>>>>>
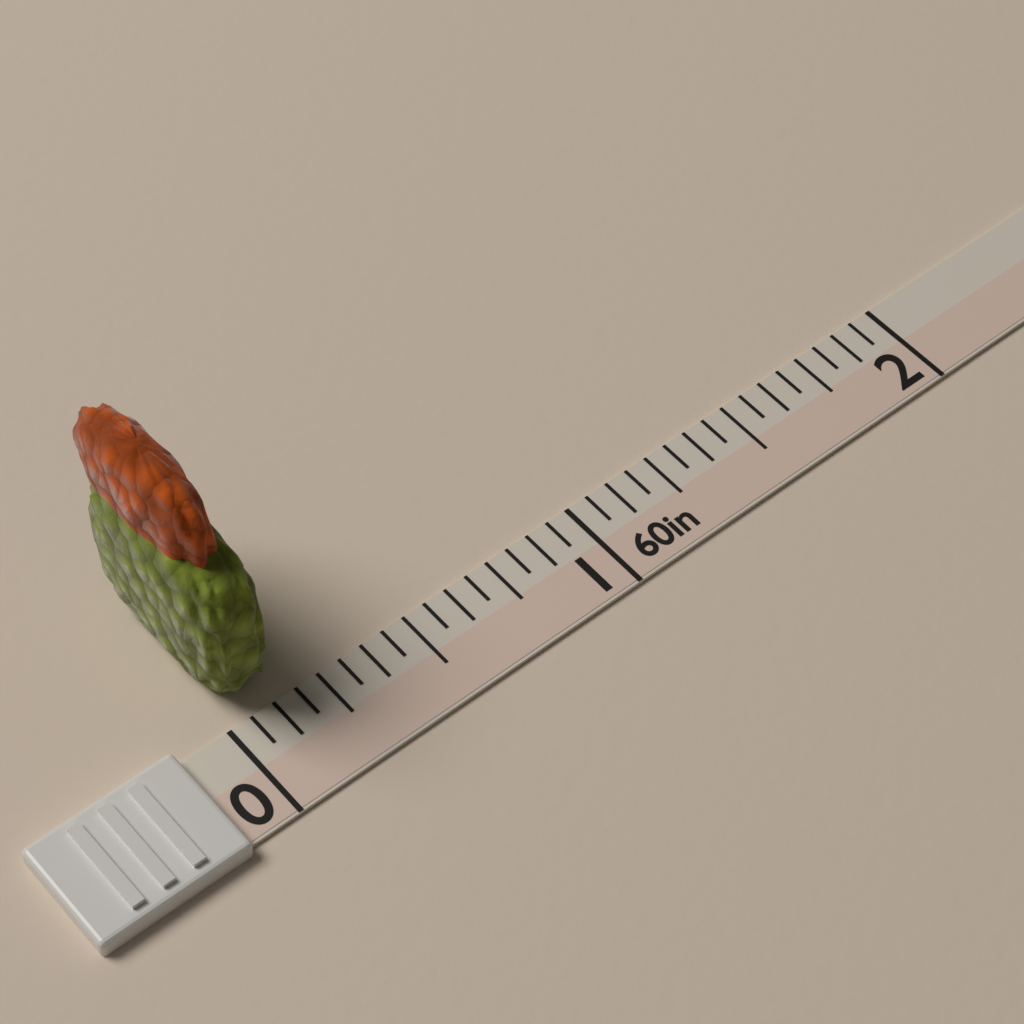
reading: 0.1875 in
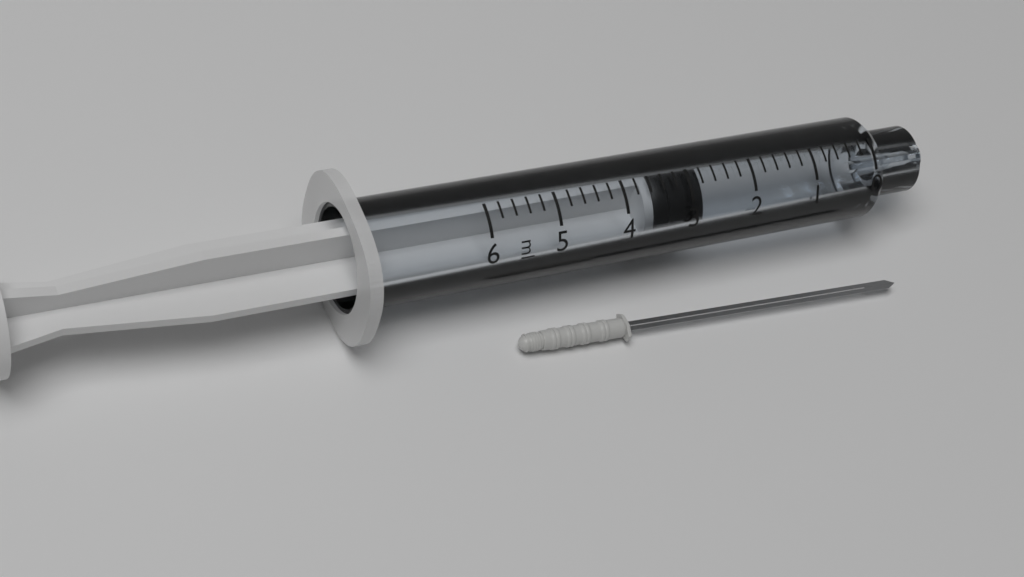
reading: 2.8 ml
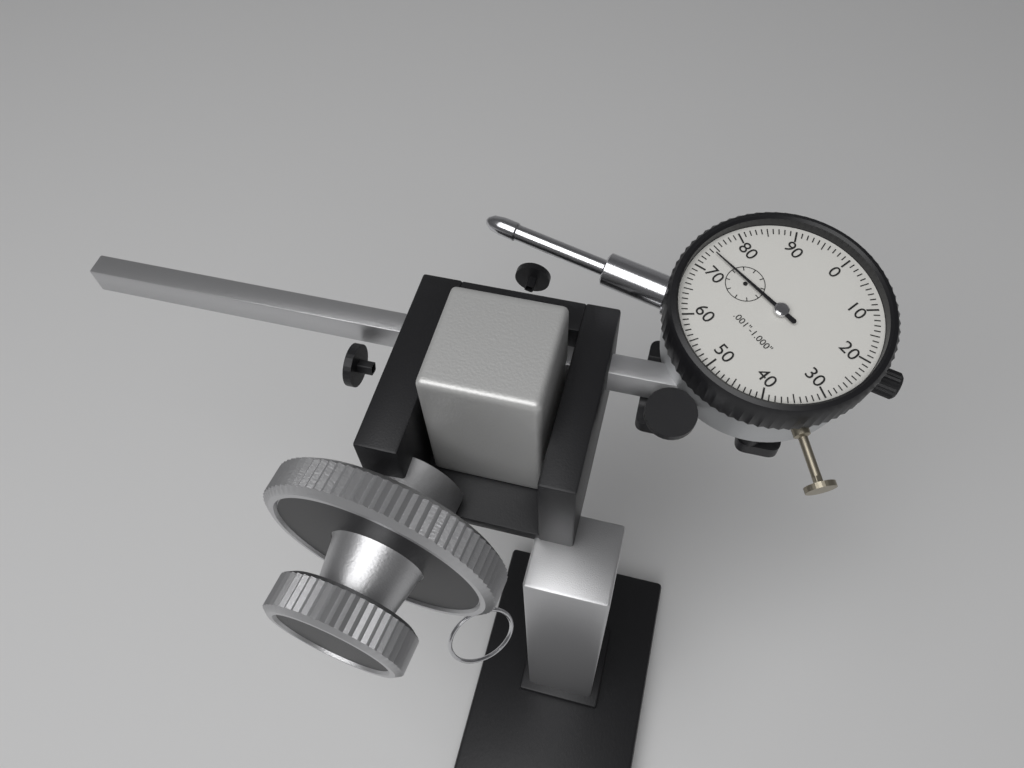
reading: 0.074 in
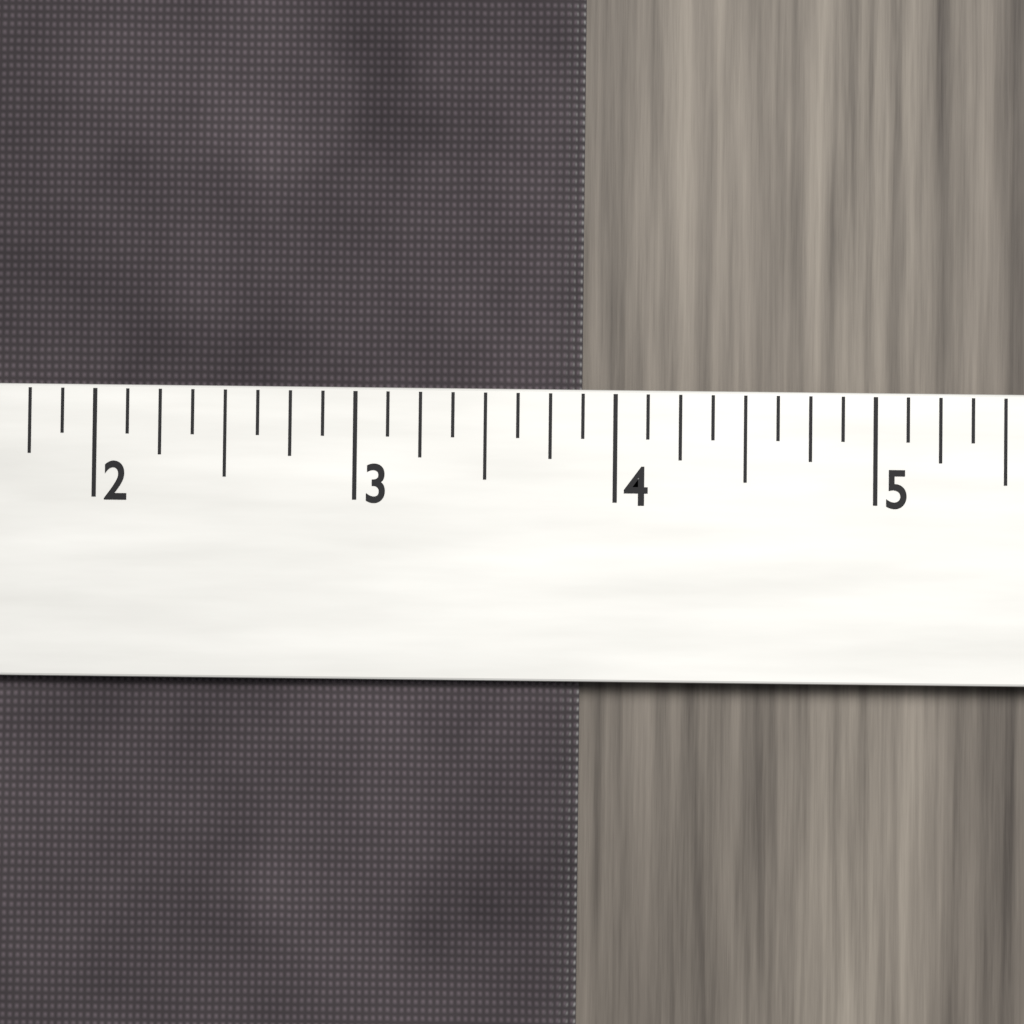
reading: 3.875 (no unit)
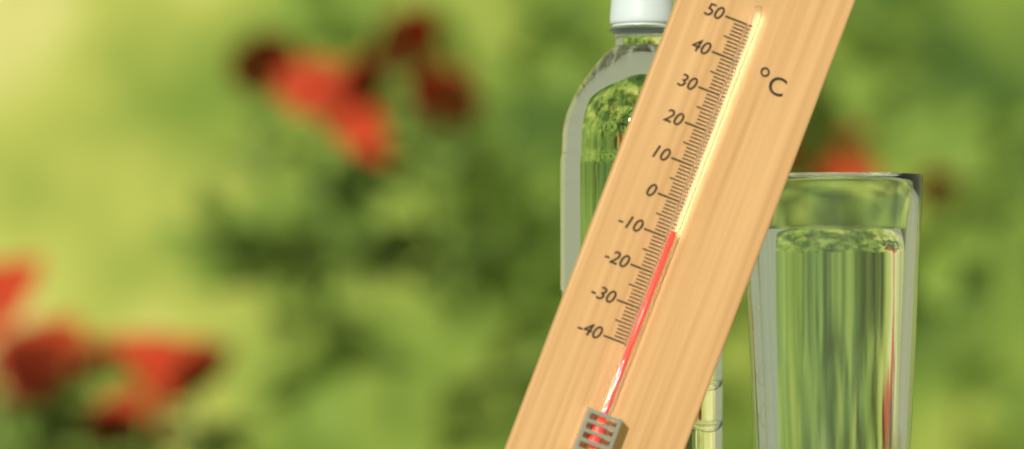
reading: -8 °C
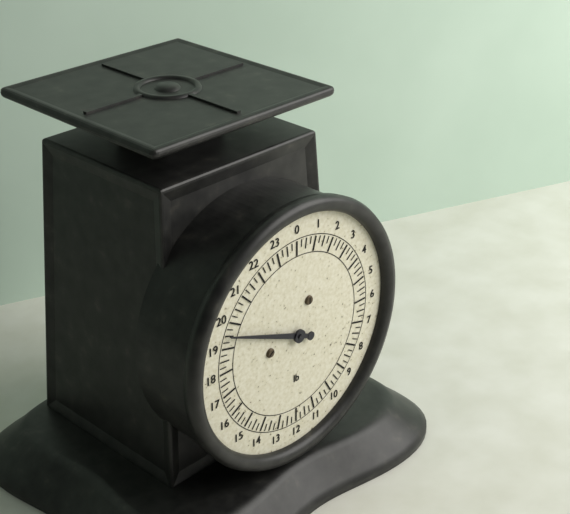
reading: 19.50 lb
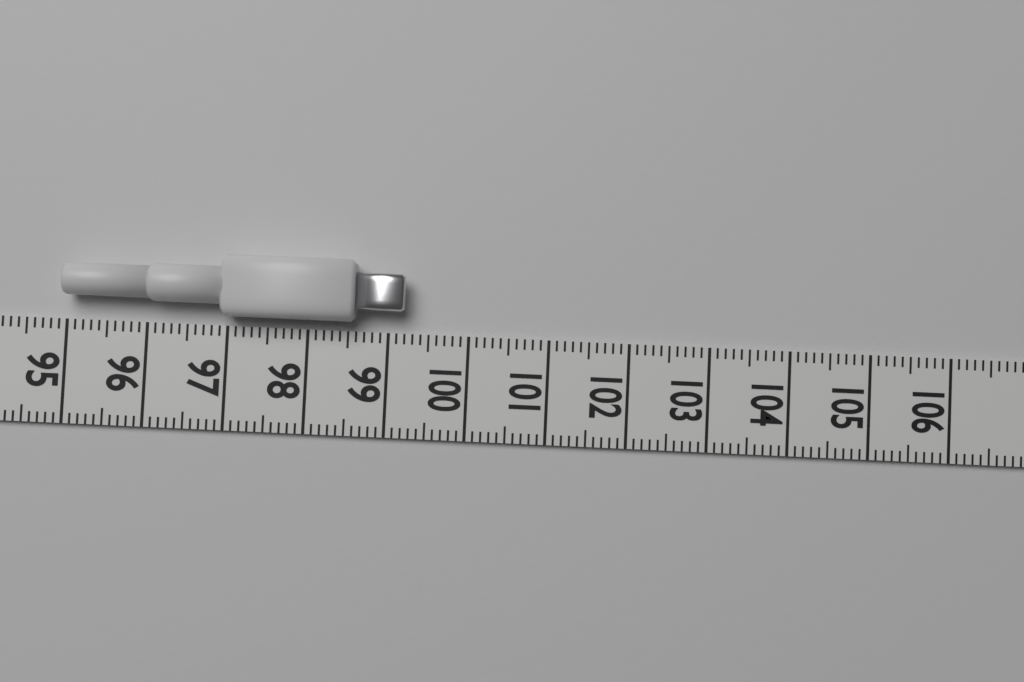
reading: 99.2 (no unit)
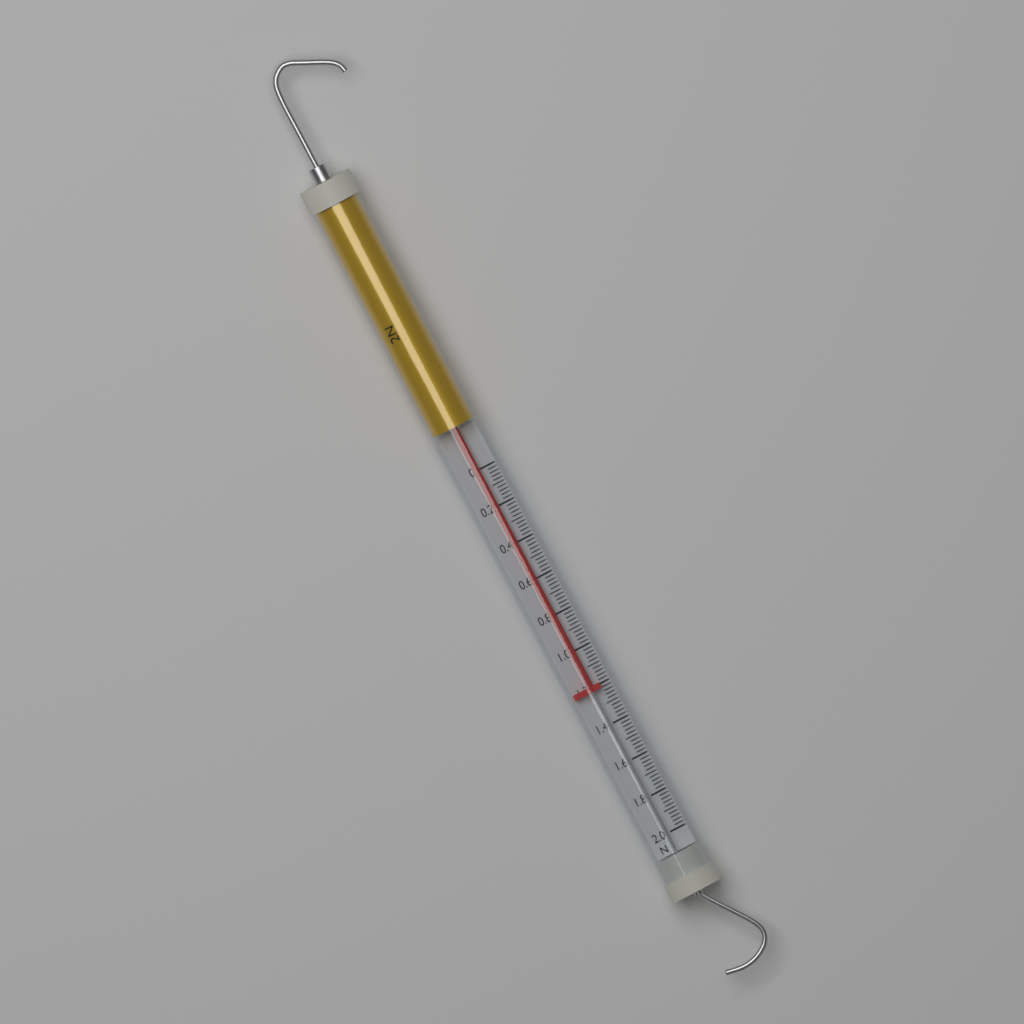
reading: 1.22 N
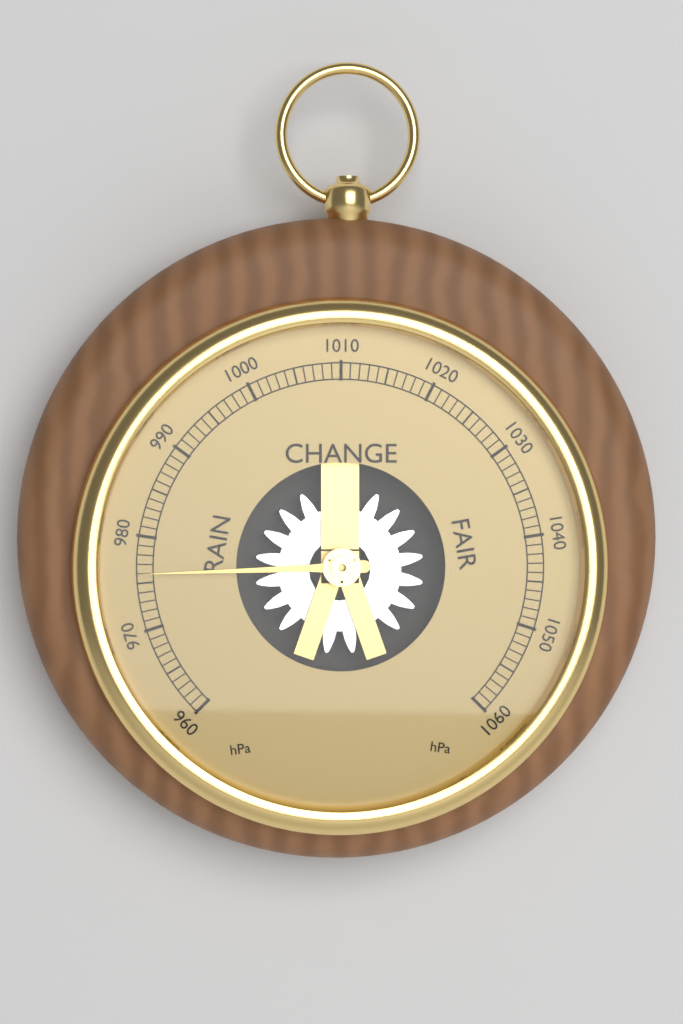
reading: 976 hPa
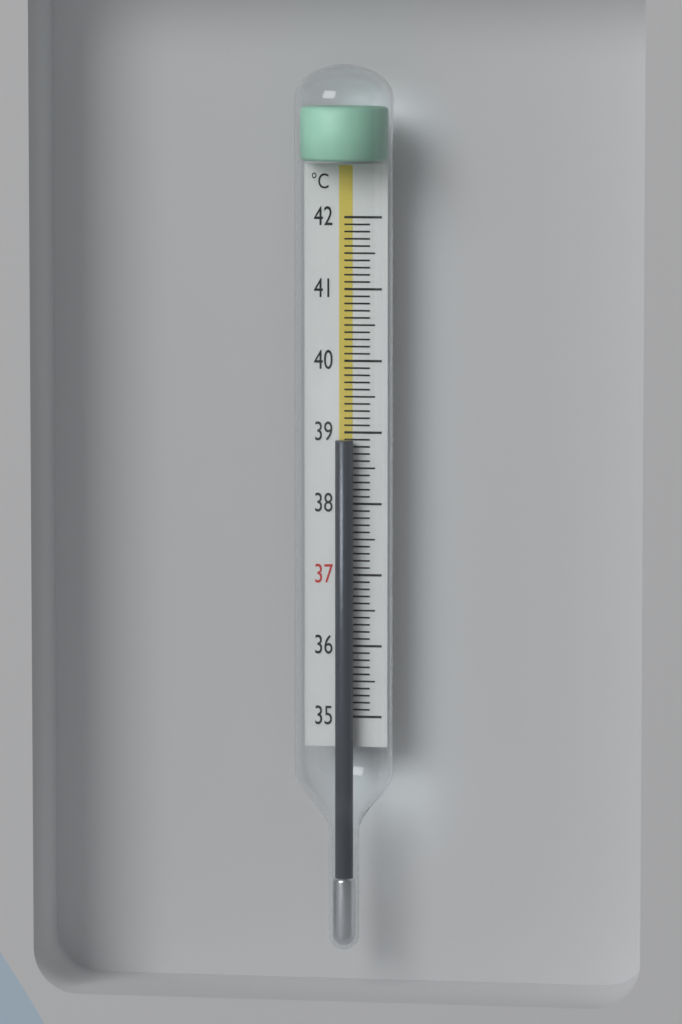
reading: 38.9 °C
<<<<<
Task prompt: Your reply should consist of the data, transcribed exactly, and should hold no pictures.

Solution:
reading: 0.1875 in
reading: 2.8 ml
reading: 0.074 in
reading: 3.875 (no unit)
reading: -8 °C
reading: 19.50 lb
reading: 99.2 (no unit)
reading: 1.22 N
reading: 976 hPa
reading: 38.9 °C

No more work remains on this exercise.